Did Daum use her "X factor," as she referred to in the DTH, to her advantage? Did female voters reward Daum for being female or for her campaign's focus on women's issues?

In fighting a long tradition of male supremacy and privilege at UNC, female students have to fight an uphill battle of encouraging other women and actively mobilizing our power.

Weighed down by self-esteem issues and subtler forms of discrimination, women are a majority that still somehow needs leadership programs and support systems such as the Carolina Women's Center and the Chancellor's Task Force on the Status of Women to help us make use of our power.

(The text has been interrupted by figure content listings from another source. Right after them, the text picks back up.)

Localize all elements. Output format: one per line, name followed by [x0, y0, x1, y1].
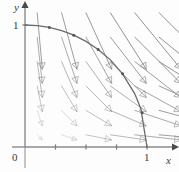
plot-canvas [0, 0, 179, 172]
direction-field-figure: y x 1 1 0 [0, 0, 179, 172]
origin-label: 0 [12, 152, 18, 163]
x-tick-label-1: 1 [144, 152, 150, 163]
y-tick-label-1: 1 [13, 20, 19, 31]
x-axis-label: x [166, 155, 171, 166]
y-axis-label: y [14, 2, 19, 13]
vector-field-arrows [37, 13, 179, 143]
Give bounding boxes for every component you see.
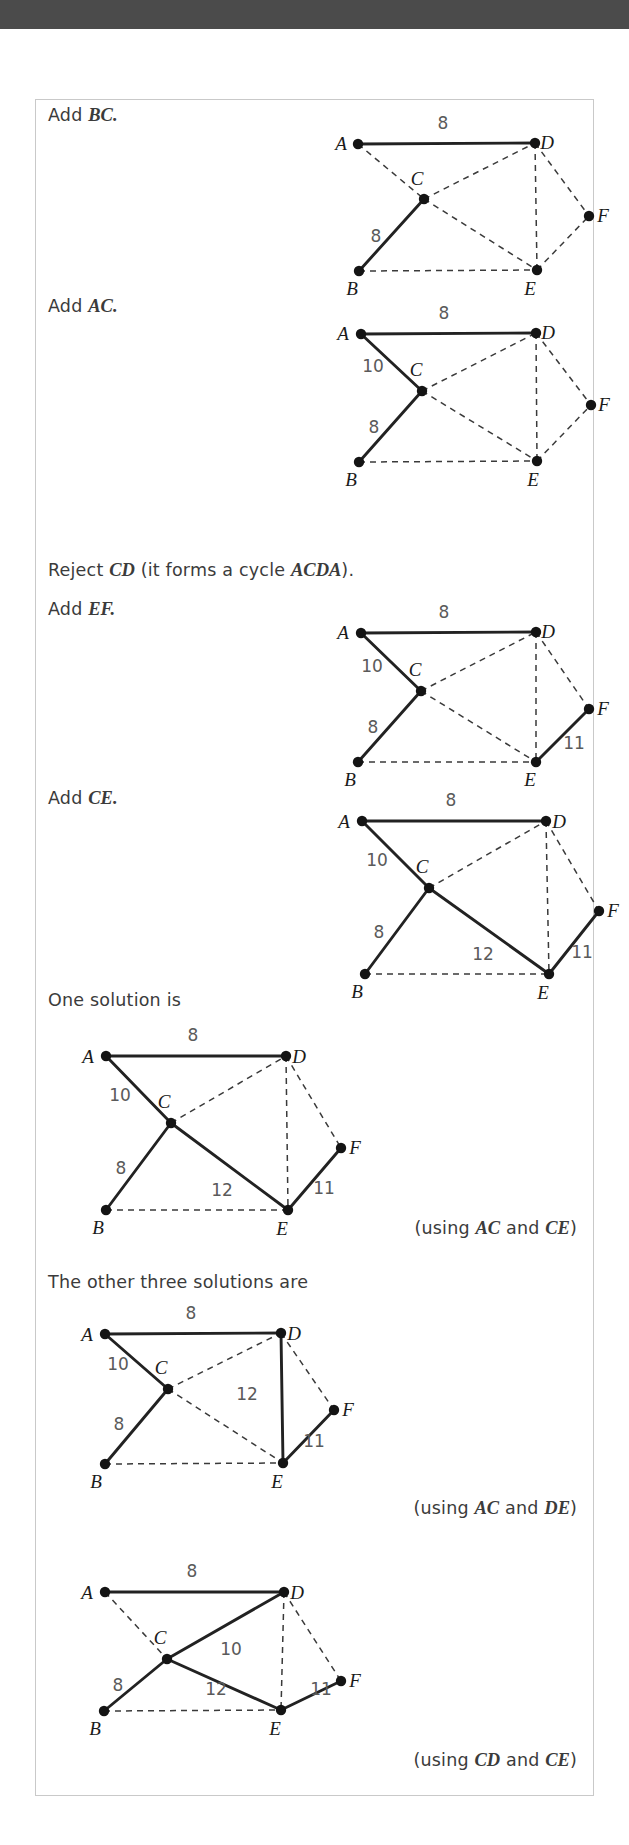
note-edge-2: CE [545, 1218, 570, 1238]
weight-label-ef: 11 [303, 1431, 325, 1451]
caption-cycle-label: ACDA [291, 560, 341, 580]
vertex-node-b [354, 266, 364, 276]
vertex-node-c [417, 386, 427, 396]
vertex-node-a [353, 139, 363, 149]
caption-text: Add [48, 296, 88, 316]
solid-edge-de [281, 1333, 283, 1463]
dashed-edge-ce [424, 199, 537, 270]
vertex-node-a [356, 329, 366, 339]
note-2: (using AC and DE) [413, 1498, 577, 1519]
vertex-node-e [283, 1205, 293, 1215]
vertex-label-f: F [597, 394, 610, 415]
vertex-label-a: A [336, 811, 350, 832]
dashed-edge-be [105, 1463, 283, 1464]
note-text: ) [570, 1750, 577, 1770]
caption-text: Reject [48, 560, 109, 580]
note-text: and [500, 1750, 545, 1770]
weight-label-bc: 8 [114, 1414, 125, 1434]
vertex-node-b [100, 1459, 110, 1469]
dashed-edge-df [546, 821, 599, 911]
graph-3: 810811ABCDEF [286, 599, 596, 759]
weight-label-bc: 8 [374, 922, 385, 942]
vertex-label-f: F [596, 698, 609, 719]
vertex-node-a [101, 1051, 111, 1061]
vertex-label-b: B [344, 769, 356, 790]
caption-edge-label: CD [109, 560, 135, 580]
note-edge-2: CE [545, 1750, 570, 1770]
caption-6: One solution is [48, 990, 181, 1010]
note-text: ) [570, 1498, 577, 1518]
vertex-label-f: F [606, 900, 619, 921]
dashed-edge-ef [537, 405, 591, 461]
note-text: ) [570, 1218, 577, 1238]
weight-label-ef: 11 [310, 1679, 332, 1699]
dashed-edge-cd [429, 821, 546, 888]
vertex-node-f [594, 906, 604, 916]
vertex-node-f [584, 211, 594, 221]
dashed-edge-be [359, 270, 537, 271]
vertex-label-d: D [286, 1323, 301, 1344]
vertex-node-a [100, 1329, 110, 1339]
vertex-node-d [541, 816, 551, 826]
caption-edge-label: EF. [88, 599, 115, 619]
vertex-label-c: C [154, 1627, 167, 1648]
caption-3: Reject CD (it forms a cycle ACDA). [48, 560, 354, 581]
caption-text: The other three solutions are [48, 1272, 308, 1292]
vertex-node-e [278, 1458, 288, 1468]
solid-edge-bc [359, 199, 424, 271]
vertex-label-b: B [345, 469, 357, 490]
graph-7: 10881211ABCDEF [36, 1558, 346, 1723]
vertex-label-e: E [526, 469, 539, 490]
vertex-node-d [279, 1587, 289, 1597]
note-text: and [500, 1218, 545, 1238]
vertex-node-f [336, 1676, 346, 1686]
vertex-label-c: C [411, 168, 424, 189]
note-edge-1: AC [475, 1498, 500, 1518]
note-text: (using [414, 1218, 475, 1238]
note-text: and [499, 1498, 544, 1518]
graph-2: 8108ABCDEF [286, 296, 596, 456]
vertex-label-a: A [335, 323, 349, 344]
dashed-edge-de [286, 1056, 288, 1210]
vertex-label-c: C [409, 659, 422, 680]
graph-5: 81081211ABCDEF [36, 1022, 346, 1187]
caption-4: Add EF. [48, 599, 115, 620]
vertex-node-d [530, 138, 540, 148]
weight-label-ac: 10 [361, 656, 383, 676]
weight-label-ad: 8 [438, 113, 449, 133]
weight-label-ad: 8 [439, 303, 450, 323]
solid-edge-ad [105, 1333, 281, 1334]
solid-edge-ad [358, 143, 535, 144]
vertex-label-b: B [89, 1718, 101, 1739]
note-edge-1: AC [476, 1218, 501, 1238]
vertex-label-e: E [270, 1471, 283, 1492]
solid-edge-ad [361, 333, 536, 334]
weight-label-bc: 8 [369, 417, 380, 437]
vertex-label-d: D [540, 322, 555, 343]
caption-text: Add [48, 599, 88, 619]
vertex-label-a: A [333, 133, 347, 154]
graph-1: 88ABCDEF [286, 105, 596, 265]
dashed-edge-de [546, 821, 549, 974]
dashed-edge-df [536, 632, 589, 709]
vertex-label-a: A [335, 622, 349, 643]
vertex-node-c [166, 1118, 176, 1128]
weight-label-ac: 10 [362, 356, 384, 376]
dashed-edge-cd [421, 632, 536, 691]
vertex-label-c: C [158, 1091, 171, 1112]
vertex-node-d [276, 1328, 286, 1338]
vertex-node-f [584, 704, 594, 714]
vertex-node-b [354, 457, 364, 467]
vertex-node-c [419, 194, 429, 204]
dashed-edge-ac [105, 1592, 167, 1659]
vertex-label-f: F [348, 1670, 361, 1691]
dashed-edge-ce [422, 391, 537, 461]
caption-1: Add BC. [48, 105, 118, 126]
vertex-label-e: E [523, 769, 536, 790]
weight-label-ef: 11 [563, 733, 585, 753]
vertex-node-c [424, 883, 434, 893]
dashed-edge-df [284, 1592, 341, 1681]
vertex-node-d [531, 328, 541, 338]
vertex-label-a: A [80, 1046, 94, 1067]
caption-text: One solution is [48, 990, 181, 1010]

You'd think that with women having such force in number, the fledgling male contingent would be demanding a Carolina Men's Center and support groups to address their minority concerns. Despite the feminization of our culture and leadership styles, men seem to have the psychological and institutionalized grounding to adapt and continue their dominance.

As Diane Kjervik, director of the Carolina Women's Center, explained to me, the differences in male and female value systems affects the number of women in prominent leadership positions -- few women are willing to deal with the negative criticisms all leaders face or the intense scrutiny of other women, particularly without the guidance of a role model.

By the 2003-04 school year, Kjervik hopes to expand the Womentoring program for freshmen into a leadership development program for juniors and seniors, who will be mentored by female leaders in the community. They'll be building relationships of which recent alumnae could only dream.

Maybe women's issues are about more than campus security and personal safety. Maybe it's about peeling away the decades of gender stereotypes and looking deep inside our selves and becoming the leaders we are meant to be.

Emily Williamson, a graduate student who served as Walters' vice president, told the DTH that she avoided the scrutiny of being on the ballot.

How many talented women haven't run for office because of the lack of support for women leaders? How many women didn't even think of running because they did not know what they were capable of accomplishing?